The majority of policy norms, however, are the result of hard work by interested parties, who in the academic literature are called norm entrepreneurs. These may be individuals, like Henry Dunant, founder of the International Committee of the Red Cross, who in 1863 proposed the norms that are now at the heart of the Geneva Conventions. They also may be nongovernmental organizations like Transparency International that promulgate and promote anticorruption standards. Other examples include technology firms that are actively involved in defining and promoting cyber norms, as well as international organizations like the UN or countries like the United States that are busily pushing desired norms on many fronts.

There is now voluminous scholarship on how norms spread (or fail to spread) in various policy domains. There is no magic recipe for success, but there are some clear strategic choices that norm promoters need to consider.

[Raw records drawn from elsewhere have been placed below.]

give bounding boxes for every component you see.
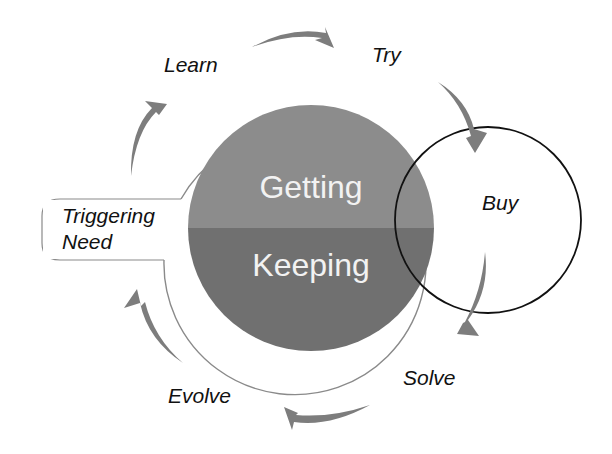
entry-label-line1: Triggering — [62, 204, 155, 227]
arrow-icon-to-learn — [131, 101, 167, 176]
stage-label-try: Try — [372, 43, 402, 66]
arrow-icon-to-evolve — [284, 405, 370, 430]
stage-label-evolve: Evolve — [168, 384, 231, 407]
lifecycle-diagram: Getting Keeping Triggering Need Learn Tr… — [0, 0, 612, 454]
stage-label-learn: Learn — [164, 53, 218, 76]
stage-label-solve: Solve — [403, 366, 456, 389]
arrow-icon-to-buy — [438, 82, 487, 153]
core-label-keeping: Keeping — [252, 247, 369, 283]
arrow-icon-to-try — [252, 27, 334, 48]
core-label-getting: Getting — [259, 169, 362, 205]
core-disk: Getting Keeping — [188, 105, 434, 351]
arrow-icon-to-solve — [457, 252, 486, 336]
stage-label-buy: Buy — [482, 191, 520, 214]
arrow-icon-to-triggering-need — [124, 289, 183, 363]
entry-label-line2: Need — [62, 230, 114, 253]
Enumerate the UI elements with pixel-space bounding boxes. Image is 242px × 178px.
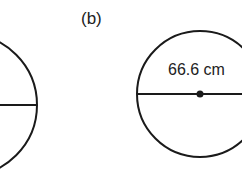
diagram-canvas xyxy=(0,0,242,178)
diameter-label: 66.6 cm xyxy=(168,61,225,79)
part-label: (b) xyxy=(81,9,102,29)
circle-b-center-dot xyxy=(197,91,204,98)
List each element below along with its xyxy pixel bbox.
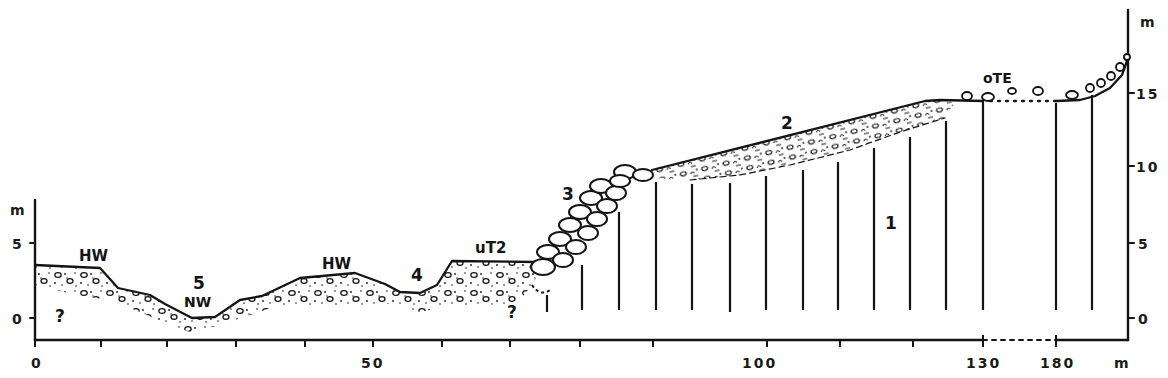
x-axis: 0 50 100 130 180 m (31, 335, 1129, 371)
left-y-unit: m (10, 202, 25, 218)
x-label-100: 100 (742, 355, 777, 371)
label-unit-1: 1 (885, 213, 897, 233)
floodplain-gravel-fill (35, 261, 540, 332)
label-hw-middle: HW (322, 255, 352, 273)
label-ut2: uT2 (475, 239, 506, 257)
left-y-label-0: 0 (12, 311, 24, 327)
label-unit-3: 3 (562, 184, 574, 204)
x-label-0: 0 (31, 355, 43, 371)
floodplain-gravels (35, 261, 540, 332)
right-y-unit: m (1140, 14, 1155, 30)
label-unknown-left: ? (55, 306, 65, 326)
x-label-130: 130 (966, 355, 1001, 371)
label-ote: oTE (983, 70, 1012, 86)
label-unit-4: 4 (411, 265, 423, 285)
right-y-label-5: 5 (1138, 236, 1150, 252)
left-y-label-5: 5 (12, 236, 24, 252)
geological-cross-section: 0 50 100 130 180 m m 5 0 m 15 10 5 0 (0, 0, 1168, 378)
right-y-label-15: 15 (1136, 86, 1159, 102)
right-y-label-10: 10 (1136, 159, 1159, 175)
right-y-axis: m 15 10 5 0 (1128, 10, 1159, 340)
label-unit-2: 2 (781, 113, 793, 133)
x-label-180: 180 (1040, 355, 1075, 371)
x-axis-unit: m (1114, 355, 1129, 371)
terrace-gravel-unit-2 (652, 100, 983, 180)
x-label-50: 50 (361, 355, 384, 371)
left-y-axis: m 5 0 (10, 200, 35, 340)
label-unit-5: 5 (193, 273, 205, 293)
boulder-slope-unit-3 (531, 165, 653, 293)
label-nw: NW (184, 294, 211, 310)
label-hw-left: HW (79, 247, 109, 265)
right-y-label-0: 0 (1138, 311, 1150, 327)
label-unknown-middle: ? (507, 302, 517, 322)
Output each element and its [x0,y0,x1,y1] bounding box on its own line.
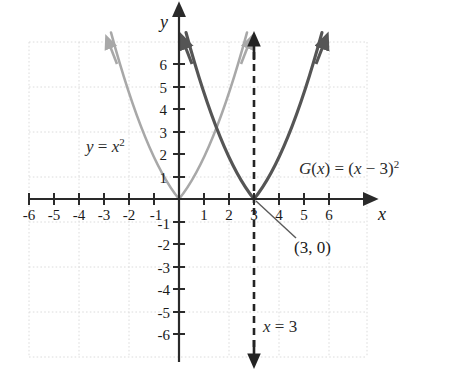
x-tick-label: -6 [23,207,36,223]
x-tick-label: -5 [48,207,61,223]
y-tick-label: -1 [158,216,171,232]
vertex-point-label: (3, 0) [294,238,331,257]
transformed-function-label: G(x) = (x − 3)2 [299,158,399,178]
x-tick-label: 1 [200,207,208,223]
y-tick-label: 3 [160,125,168,141]
y-tick-label: 2 [160,147,168,163]
y-tick-label: 6 [160,57,168,73]
x-axis-label: x [377,204,386,224]
y-tick-label: 5 [160,80,168,96]
x-tick-label: 5 [300,207,308,223]
x-tick-label: -3 [98,207,111,223]
y-tick-label: -3 [158,260,171,276]
graph-figure: -6 -5 -4 -3 -2 -1 1 2 3 4 5 6 6 5 4 3 2 … [0,0,472,378]
y-tick-label: -6 [158,327,171,343]
y-tick-label: 4 [160,102,168,118]
x-tick-label: 2 [225,207,233,223]
x-tick-label: 6 [325,207,333,223]
y-tick-label: 1 [160,170,168,186]
x-tick-label: -2 [123,207,136,223]
vertical-asymptote-label: x = 3 [262,317,297,336]
y-tick-label: -5 [158,305,171,321]
y-tick-label: -4 [158,282,171,298]
x-tick-label: 3 [250,207,258,223]
coordinate-plane-svg: -6 -5 -4 -3 -2 -1 1 2 3 4 5 6 6 5 4 3 2 … [0,0,472,378]
y-axis-label: y [158,12,168,32]
y-tick-label: -2 [158,237,171,253]
x-tick-label: -4 [73,207,86,223]
parent-function-label: y = x2 [84,136,125,156]
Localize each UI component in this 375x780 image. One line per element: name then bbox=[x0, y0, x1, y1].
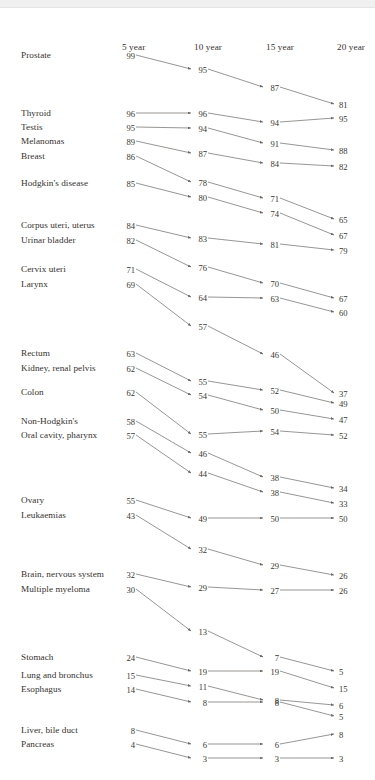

To Whom Does a Given Norm Apply?

One distinctive feature of digital governance is the diversity of actors and stakeholders involved. This is not simply an issue to be solved by governments. In contrast to the case of nuclear weapons, the production and use of cyber technology is neither owned or monopolized by governments. This creates opportunities to think creatively about where, exactly, cyber norms might be cultivated to best effect and who, exactly, should be their subjects. There are many projects promoting cyber norms that aim to govern state behavior, but even in these cases, there are trade-offs.

One such choice is between the breadth versus the depth of a given norm. It might be easier to develop collective expectations in a smaller, relatively like-minded group (like NATO). One might also be able to develop deeper expectations for more far-reaching coordination in such a group. The risk may be that one ends up with isolated norm silos across the digital landscape. Groups that are not as like-minded may generate different sets of competing norms. Compare, for example, the Freedom Online Coalition’s support for free expression online with the Shanghai Cooperation Organization’s norms for limiting subversive political speech. Norm adherence is dynamic, and it may be possible to start small and build out the collectivity that shares a norm. This may be part of the logic underlying the 2015 U.S.-China bilateral agreement on cyber espionage for commercial advantage. When powerful or influential actors publicly embrace a norm, this can have spill-over effects and induce others to follow suit (G20 countries, in the espionage example), strengthening the norm that prominent players support.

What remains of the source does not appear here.